This opens a six-part sequence built on one anchor (Perspective 1) AI is compressing the prototyping cycle — but faster technical iteration without parallel commercial assumption-testing doesn't reduce risk, it accelerates the gap. Each edition puts one assumption under the knife. None of them end with a fix. The terrain is the point — you locate yourself in it.

The Assumption

Validated customer pain is treated as a binary condition — present or absent — as if the instrument used to establish it were interchangeable with the finding itself. A survey score, a social listening report, an AI-simulated persona and an hour spent with a real customer all get filed under the same label: "validated." The assumption is that the label means the same thing regardless of which instrument produced it.

The Reality Check

The survey said 78% would buy. The pilot converted zero. The customers weren't dishonnest — they answered the question asked, which was not the question that mattered.

The Forensic Analysis

Four instruments now dominate early validation, and AI has made all four faster: surveys, social listening on Reddit and LinkedIn, AI-run customer simulations, synthetic user panels. Each produces a number. None of the four numbers describes purchase behaviour. What they measure is stated preference, or a simulated approximation of it — an answer someone gives, or a model predicts they would give, when the transaction is hypothetical and free. What they don't measure is what happens when the same person faces a budget cycle they don't control, a switching cost they'd have to justify internally, or a procurement process with three other stakeholders in it. The gap is not new and not undocumented: forecasting models such as ACNielsen's BASES have applied conversion discounts to top-box purchase-intent scores for decades, because researchers established that stated intent systematically overstates actual purchase — the empirical literature on this runs back to at least Chandon, Morwitz & Reinartz's 2005 study in the Journal of Marketing. AI simulation and synthetic users inherited that gap. They didn't close it. They made the overstated number arrive faster.

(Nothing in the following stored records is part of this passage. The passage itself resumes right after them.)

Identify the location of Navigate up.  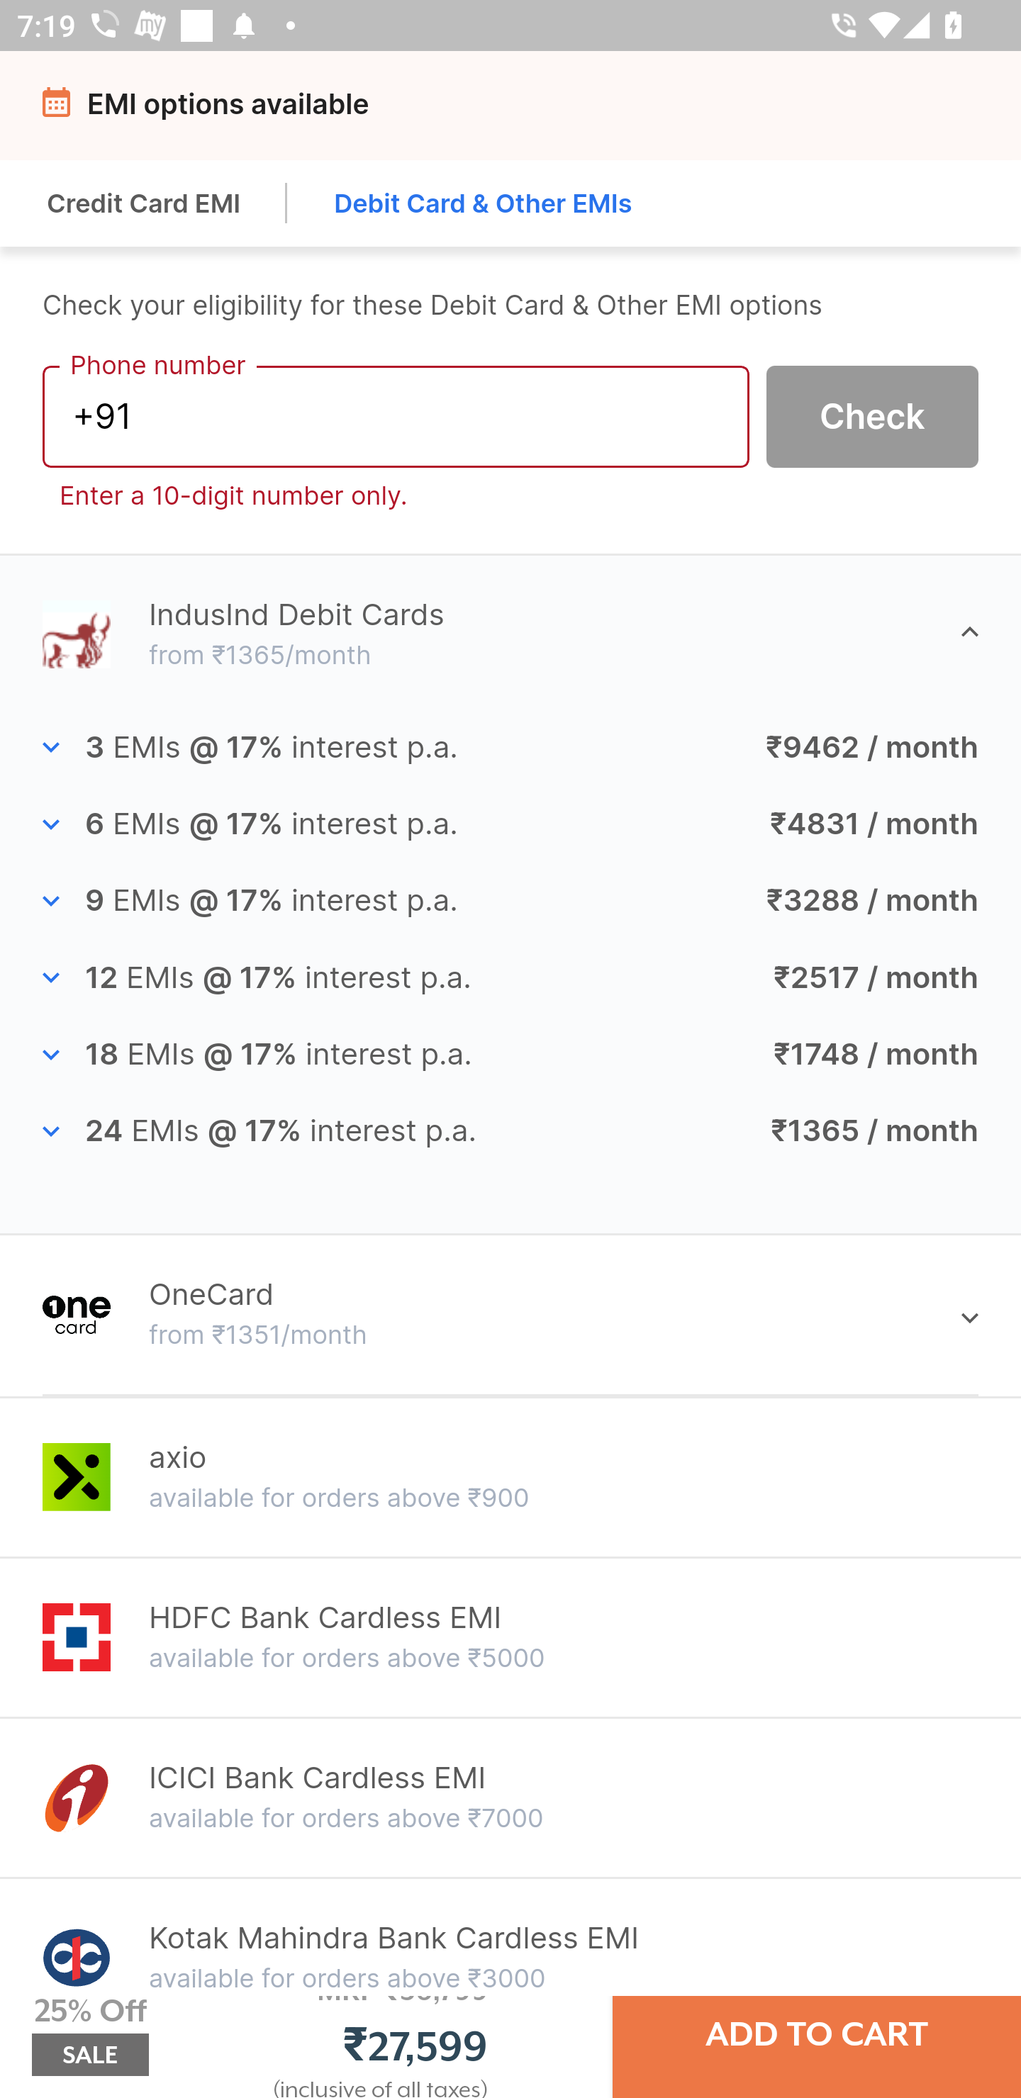
(59, 110).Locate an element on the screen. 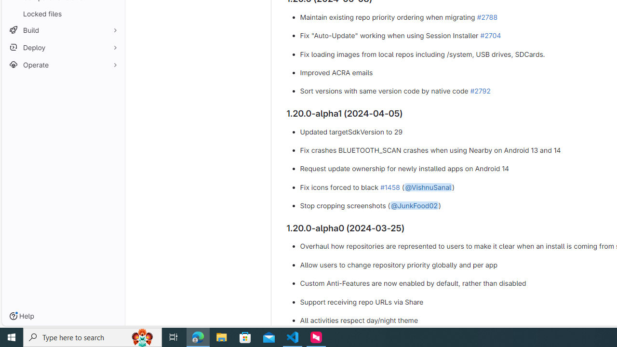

The "faster horses" line usually gets wheeled out here — supposedly Ford, probably apocryphal, useful anyway: asking is the weakest instrument in the kit, not proof that instruments are unnecessary. What replaces asking is not a better question. It's watching: sitting with the person doing the task, observing what they actually do, when, why, and — the detail that carries the signal — what workaround they've already built. A workaround is pain someone has already paid to solve, with their own time or a tool they weren't supposed to need. A survey answer is pain someone is willing to imagine solving, for free, in the abstract. Those are not the same data.

Open Questions

Measurement

  • What would we have to observe — not ask — to know this customer's stated interest converts?
  • If the same validation ran through both a survey and a week of ethnographic observation, and the two disagreed, which one would we trust — and would we decide that in advance, or only after the pilot confirmed it?

Counterfactual

  • If the 78% intent score had come back at 30%, would the project have been killed — or would the number have been explained away the same way the zero conversion now is?
  • What decision, right now, is resting on a number that has never been tested against behaviour?

Destruction Desk
We perform autopsies on innovation’s failed assumptions.